Drew Warshaw, a former affordable-housing nonprofit executive, is running in the June 23 Democratic primary for New York state comptroller, an office that oversees the New York State Common Retirement Fund and the state’s unclaimed-property program. Warshaw says the pension fund has paid billions in investment fees and argues for shifting more assets toward low-cost index funds, while also proposing broader policy changes on housing, energy costs and divestment.
Drew Warshaw has left the affordable-housing nonprofit he led and is campaigning for New York state comptroller, an elected office with broad authority over state audits, unclaimed property and the investment management of the New York State Common Retirement Fund.
The comptroller’s office is currently held by Democrat Thomas P. DiNapoli, who has said he is seeking another term. The Democratic primary is scheduled for June 23, 2026.
A central plank of Warshaw’s campaign focuses on the pension fund. The fund was valued at about $297.8 billion in the state comptroller’s reporting for the 2025–26 fiscal year’s third quarter. Warshaw argues that, over roughly the past two decades, the fund has relied too heavily on outside investment managers and expensive strategies.
Warshaw’s campaign has claimed that just over 650 Wall Street bankers and investment managers have been paid more than $11 billion in fees and that pension-fund underperformance has translated into an estimated $59.1 billion in higher property and income taxes to keep the fund fully funded under state requirements. Warshaw has described this dynamic as “the largest transfer of wealth that no one knows anything about.” Those fee and tax estimates are presented by Warshaw’s campaign and were not independently confirmed in the provided source material.
Warshaw says he would reduce reliance on private equity and hedge funds and move more money into diversified, low-cost index funds. Public reporting has noted that a significant share of the fund’s public-stock portfolio is already indexed.
To bolster the case for a more passive approach, Warshaw has pointed to examples from other states’ retirement systems, including the Nevada Public Employees’ Retirement System under former executive Steve Edmundson, which he says achieved competitive results with a simpler strategy.
Warshaw has also said he would push the fund to divest from fossil fuel holdings and from companies he argues are tied to immigration enforcement and surveillance, including Palantir. He has additionally called for ending the state pension fund’s purchases of Israel bonds; New York State’s comptroller reported in 2023 that the pension fund’s Israel bond holdings totaled about $267.8 million at that time, while Warshaw’s campaign and allied commentary have cited a higher figure.
Beyond pension investing, Warshaw has proposed using pension capital to finance permanently affordable housing, describing a $20 billion commitment as a goal. He has also said he would use the comptroller’s auditing authority to scrutinize building codes, utility regulation and insurance costs.
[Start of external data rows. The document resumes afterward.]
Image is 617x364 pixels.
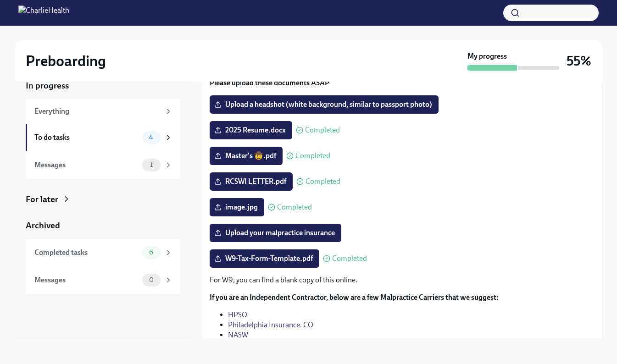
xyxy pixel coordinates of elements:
[25,239,180,267] a: Completed tasks6
[210,172,293,191] label: RCSWI LETTER.pdf
[467,52,507,61] strong: My progress
[210,276,594,286] p: For W9, you can find a blank copy of this online.
[210,224,341,243] label: Upload your malpractice insurance
[35,133,138,143] div: To do tasks
[210,293,498,302] strong: If you are an Independent Contractor, below are a few Malpractice Carriers that we suggest:
[216,100,433,109] span: Upload a headshot (white background, similar to passport photo)
[277,204,312,211] span: Completed
[567,53,592,70] h3: 55%
[229,321,313,329] a: Philadelphia Insurance. CO
[216,203,258,212] span: image.jpg
[35,160,138,170] div: Messages
[306,127,340,135] span: Completed
[216,254,313,263] span: W9-Tax-Form-Template.pdf
[210,249,320,268] label: W9-Tax-Form-Template.pdf
[216,126,286,135] span: 2025 Resume.docx
[19,6,70,20] img: CharlieHealth
[25,52,106,71] h2: Preboarding
[306,178,340,185] span: Completed
[332,255,367,262] span: Completed
[35,106,161,117] div: Everything
[210,121,293,139] label: 2025 Resume.docx
[25,194,58,206] div: For later
[210,78,329,87] strong: Please upload these documents ASAP
[216,151,277,161] span: Master's 🤠.pdf
[229,310,247,320] a: HPSO
[216,177,287,186] span: RCSWI LETTER.pdf
[35,276,138,286] div: Messages
[210,198,264,216] label: image.jpg
[216,229,335,238] span: Upload your malpractice insurance
[35,248,138,258] div: Completed tasks
[144,135,159,141] span: 4
[210,96,439,114] label: Upload a headshot (white background, similar to passport photo)
[144,277,159,284] span: 0
[25,124,180,151] a: To do tasks4
[25,220,180,231] a: Archived
[229,331,248,340] a: NASW
[25,267,180,294] a: Messages0
[25,151,180,179] a: Messages1
[25,194,180,206] a: For later
[145,162,158,168] span: 1
[295,152,330,160] span: Completed
[25,99,180,124] a: Everything
[144,249,159,256] span: 6
[210,147,283,166] label: Master's 🤠.pdf
[25,80,180,92] a: In progress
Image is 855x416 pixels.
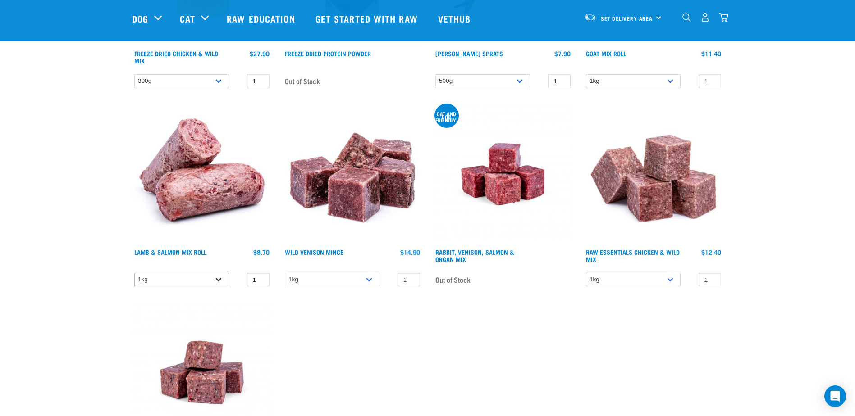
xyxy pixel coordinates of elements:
[400,249,420,256] div: $14.90
[435,52,503,55] a: [PERSON_NAME] Sprats
[824,386,846,407] div: Open Intercom Messenger
[701,50,721,57] div: $11.40
[218,0,306,36] a: Raw Education
[283,105,422,244] img: Pile Of Cubed Wild Venison Mince For Pets
[247,273,269,287] input: 1
[180,12,195,25] a: Cat
[306,0,429,36] a: Get started with Raw
[132,12,148,25] a: Dog
[285,74,320,88] span: Out of Stock
[134,251,206,254] a: Lamb & Salmon Mix Roll
[586,251,679,261] a: Raw Essentials Chicken & Wild Mix
[682,13,691,22] img: home-icon-1@2x.png
[584,105,723,244] img: Pile Of Cubed Chicken Wild Meat Mix
[586,52,626,55] a: Goat Mix Roll
[584,13,596,21] img: van-moving.png
[434,112,459,122] div: Cat and dog friendly!
[554,50,570,57] div: $7.90
[134,52,218,62] a: Freeze Dried Chicken & Wild Mix
[435,273,470,287] span: Out of Stock
[247,74,269,88] input: 1
[548,74,570,88] input: 1
[701,249,721,256] div: $12.40
[698,74,721,88] input: 1
[719,13,728,22] img: home-icon@2x.png
[253,249,269,256] div: $8.70
[250,50,269,57] div: $27.90
[700,13,710,22] img: user.png
[397,273,420,287] input: 1
[132,105,272,244] img: 1261 Lamb Salmon Roll 01
[429,0,482,36] a: Vethub
[433,105,573,244] img: Rabbit Venison Salmon Organ 1688
[285,52,371,55] a: Freeze Dried Protein Powder
[698,273,721,287] input: 1
[601,17,653,20] span: Set Delivery Area
[285,251,343,254] a: Wild Venison Mince
[435,251,514,261] a: Rabbit, Venison, Salmon & Organ Mix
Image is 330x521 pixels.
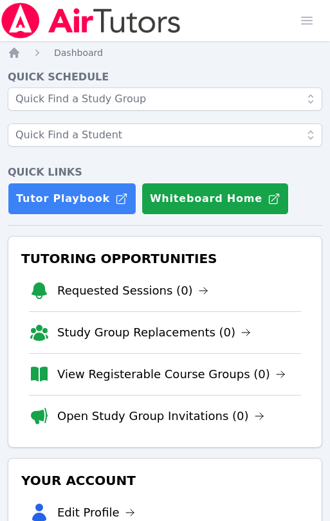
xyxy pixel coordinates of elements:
a: Open Study Group Invitations (0) [57,407,264,425]
a: Dashboard [54,46,103,59]
input: Quick Find a Student [8,123,322,147]
h4: Quick Links [8,165,322,180]
a: Requested Sessions (0) [57,282,208,300]
a: Study Group Replacements (0) [57,323,251,341]
h4: Quick Schedule [8,69,322,85]
span: Dashboard [54,48,103,58]
h3: Your Account [19,469,311,492]
h3: Tutoring Opportunities [19,247,311,270]
nav: Breadcrumb [8,46,322,59]
a: Tutor Playbook [8,183,136,215]
input: Quick Find a Study Group [8,87,322,111]
a: View Registerable Course Groups (0) [57,365,285,383]
button: Whiteboard Home [141,183,289,215]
Warshaw has also made the state’s unclaimed-funds program a campaign issue. New York’s unclaimed property pool totaled $7.2 billion in 2006, according to contemporaneous reporting, and the state comptroller’s office and other reporting have recently said the total has risen to more than $20 billion. Warshaw says he would seek to return more of that money automatically to eligible owners using data tools, rather than relying primarily on people to search for and file claims.